14 comments

  • zulko 5 hours ago

    In his 1976 essay on (or against) genetic engineering [1] Erwin Chargaff wrote "But screams and empty promises fill the air: Don't you want cheap insulin? (...) And how about a green man synthesizing his nourishment: 10 minutes in the sun for breakfast, 30 minutes for lunch, and 1 hour for dinner?" Nice to see that scientists are actually trying.

    [1] https://www.science.org/doi/10.1126/science.11643312

    • dekhn 42 minutes ago

      It also comes up at least once in John Varley sci fi books. People can get themselves turned into space-floating plants and just sort of hang around saturn. I can't remember if they get genetically modified to photosynthesize or they wear a suit that does it.

  • XorNot 23 minutes ago

    I always imagined this as a future basic genetic modification with a gene trigger: before starvation sets in your cells would manufacture a bunch of chloroplasts and turn your skin green, to give you a chance with water and sunlight to get some more run way on survival. Then if your calorie levels rise the chloroplasts get re-absorbed.

  • 082349872349872 4 days ago

    unfortunately to meet animal energy requirements one would need a huge canopy; it'd probably only be feasible outside our gravity well.

    • PaulHoule 6 hours ago

      The metabolic rate of an animal scales as 0.75 the mass, I guess surface area is about the 0.66 power of mass so I guess it gets more favorable when you get smaller but not by a lot. See https://book.bionumbers.org/how-does-metabolic-rate-scale-wi...

      Note thermal efficiency is a problem too.

      For instance you could imagine wearing an LED suit that exposes you to a lot of light. You need 100W for your basal metabolism, if photosynthesis were 10% efficient you'd be dealing with 900W of waste heat which is a lot, real-life efficiency would be worse than that.

    • culi 6 hours ago

      You're thinking entirely replacing our energy source. What about just boosting it passively. Imagine if energy requirements for every human were decreased by 2%

      • simcop2387 6 hours ago

        Probably not dolable on planetary scale but ii imagine it'd help in space, esp if combined with some other mods like fiximg the vitamin c gene to remove scurvy. If we could use light to suppliment our metabolism it'd mean fewer physical resources to bring alon.

      • 082349872349872 6 hours ago

        > Imagine if energy requirements for every human were decreased by 2%

        Taking the spherical human to require 8400 kJ/day, we're talking ~170 kJ replacement, or:

            ~6g butter, or
            ~1/3 of a can of Coke, or
            ~1/3 of a single Bounty piece, or
            ~1 McNugget (without sauce)
        
        Not sure that all that biohacking would be worth the single extra smear/swig/bite?
        • kylehotchkiss 2 hours ago

          Maybe this would be enough to get people onto more lean meats, and a reduction of cattle industry? (Is that worth biohacking for?)

        • manvillej 4 hours ago

          per day though. I think others are right that it has applications in space. going with the butter example, 5 people on a year long mission is almost 11kg you don't have to bring up to space.

          on an environmental perspective, if applied to everyone, its almost half a quadrillion kJ removed a year, plus supply chain logistics, waste, packaging,

          I still think its probably a ridiculous pipedream, but even pipedreams are meant to be dreamt.

    • gus_massa 4 days ago

      Relevant what-if-xkcd https://what-if.xkcd.com/17/

      • card_zero 5 hours ago

        How come chlorophyll photosynthesis isn't more efficient? 6% for plants, 20% for (ordinary) solar panels. Don't plants have to outcompete other plants? Then there's red algae, which inhabit dark places like caves and the ocean, and they're apparently way more efficient. Is it somehow not advantageous to a tree to photosynthesize efficiently?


What you should do. Will you transcribe the entries that follow, exactly and in full?

Material provided: Begin

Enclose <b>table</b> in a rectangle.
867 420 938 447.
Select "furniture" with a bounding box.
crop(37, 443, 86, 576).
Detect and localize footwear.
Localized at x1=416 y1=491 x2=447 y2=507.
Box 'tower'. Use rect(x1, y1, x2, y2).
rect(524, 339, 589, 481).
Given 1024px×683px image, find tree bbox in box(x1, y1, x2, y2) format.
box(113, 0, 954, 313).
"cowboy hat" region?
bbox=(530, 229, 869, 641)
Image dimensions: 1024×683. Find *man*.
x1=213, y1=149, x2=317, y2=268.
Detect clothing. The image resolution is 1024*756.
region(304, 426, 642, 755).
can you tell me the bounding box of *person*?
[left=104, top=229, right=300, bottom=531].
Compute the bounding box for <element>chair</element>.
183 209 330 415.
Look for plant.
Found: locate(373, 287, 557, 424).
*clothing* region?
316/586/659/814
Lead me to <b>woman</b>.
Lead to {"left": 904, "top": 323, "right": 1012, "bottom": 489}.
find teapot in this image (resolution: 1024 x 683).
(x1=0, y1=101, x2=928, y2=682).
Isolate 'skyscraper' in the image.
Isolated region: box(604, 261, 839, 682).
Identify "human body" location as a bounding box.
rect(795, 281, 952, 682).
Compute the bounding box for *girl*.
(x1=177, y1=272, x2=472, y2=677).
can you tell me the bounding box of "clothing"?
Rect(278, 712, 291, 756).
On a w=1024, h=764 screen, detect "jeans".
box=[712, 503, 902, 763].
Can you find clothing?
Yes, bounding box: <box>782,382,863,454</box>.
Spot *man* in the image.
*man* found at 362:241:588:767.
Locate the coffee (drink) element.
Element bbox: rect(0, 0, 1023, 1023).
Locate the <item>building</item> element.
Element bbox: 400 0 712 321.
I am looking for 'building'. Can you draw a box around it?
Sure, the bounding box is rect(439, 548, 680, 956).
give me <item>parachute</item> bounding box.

Material provided: End

Problem solution.
Enclose <b>table</b> in a rectangle.
867 420 938 447.
Select "furniture" with a bounding box.
crop(37, 443, 86, 576).
Detect and localize footwear.
Localized at x1=416 y1=491 x2=447 y2=507.
Box 'tower'. Use rect(x1, y1, x2, y2).
rect(524, 339, 589, 481).
Given 1024px×683px image, find tree bbox in box(x1, y1, x2, y2) format.
box(113, 0, 954, 313).
"cowboy hat" region?
bbox=(530, 229, 869, 641)
Image dimensions: 1024×683. Find *man*.
x1=213, y1=149, x2=317, y2=268.
Detect clothing. The image resolution is 1024*756.
region(304, 426, 642, 755).
can you tell me the bounding box of *person*?
[left=104, top=229, right=300, bottom=531].
Compute the bounding box for <element>chair</element>.
183 209 330 415.
Look for plant.
Found: locate(373, 287, 557, 424).
*clothing* region?
316/586/659/814
Lead me to <b>woman</b>.
Lead to {"left": 904, "top": 323, "right": 1012, "bottom": 489}.
find teapot in this image (resolution: 1024 x 683).
(x1=0, y1=101, x2=928, y2=682).
Isolate 'skyscraper' in the image.
Isolated region: box(604, 261, 839, 682).
Identify "human body" location as a bounding box.
rect(795, 281, 952, 682).
Compute the bounding box for *girl*.
(x1=177, y1=272, x2=472, y2=677).
can you tell me the bounding box of "clothing"?
Rect(278, 712, 291, 756).
On a w=1024, h=764 screen, detect "jeans".
box=[712, 503, 902, 763].
Can you find clothing?
Yes, bounding box: <box>782,382,863,454</box>.
Spot *man* in the image.
*man* found at 362:241:588:767.
Locate the coffee (drink) element.
Element bbox: rect(0, 0, 1023, 1023).
Locate the <item>building</item> element.
Element bbox: 400 0 712 321.
I am looking for 'building'. Can you draw a box around it?
Sure, the bounding box is rect(439, 548, 680, 956).
give me <item>parachute</item> bounding box.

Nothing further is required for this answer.